Background
"We hate mandatory-completion training, but manager training we need" — the structural dilemma of IT/gaming.
Major Game Development Studio
Rapid organizational growth at a major game studio meant individual contributors were suddenly promoted to managers. In a workforce dominated by developers, designers, and planners, "training handed down from above" triggered resistance. The structural challenge: employees rejected mandatory training but acknowledged the need for management skills.
In IT/gaming's autonomous culture, mandating completion backfired. "Another training?" resistance risked becoming rejection of learning itself.
Solution
Capability diagnosis + five reflection missions + peer sharing.
Major Game Development Studio
Approximately 20 leadership courses were designed as a 2-month program, but with a participation-focused rather than completion-mandated structure. After distributing competency diagnostic reports, 5 self-reflection missions were submitted as comments on the social board.
Self-reflection missions and peer sharing were combined, focusing on "participation" rather than "completion." Reading and reacting to colleagues' reflections created mutual learning effects. The 2-3 month camp-style format preserved autonomy while maintaining learning density.
Results
Self-reflection + peer sharing fits professional-culture norms.

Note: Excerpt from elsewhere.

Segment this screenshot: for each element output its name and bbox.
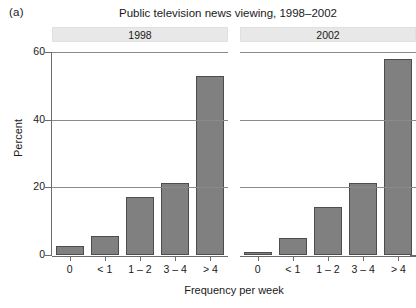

Major Game Development Studio
The participation-based design secured buy-in from technical managers. High participation was achieved despite no completion mandate — self-reflection plus peer sharing proved compatible with professional cultures.
Social board reflections functioned as a mutual learning forum, enabling depth of learning impossible in one-way training. However, measuring actual leadership competency improvement requires separate assessment.
Insight
Forcing mandatory completion backfires in IT and gaming.
Major Game Development Studio
In IT/gaming, enforcing mandatory completion backfires. This case confirms the observation that participatory design with self-reflection missions and peer sharing raises acceptance among professional managers. However, the precondition for this approach is psychological safety in the organization — trust that sharing self-reflection content will not result in penalties.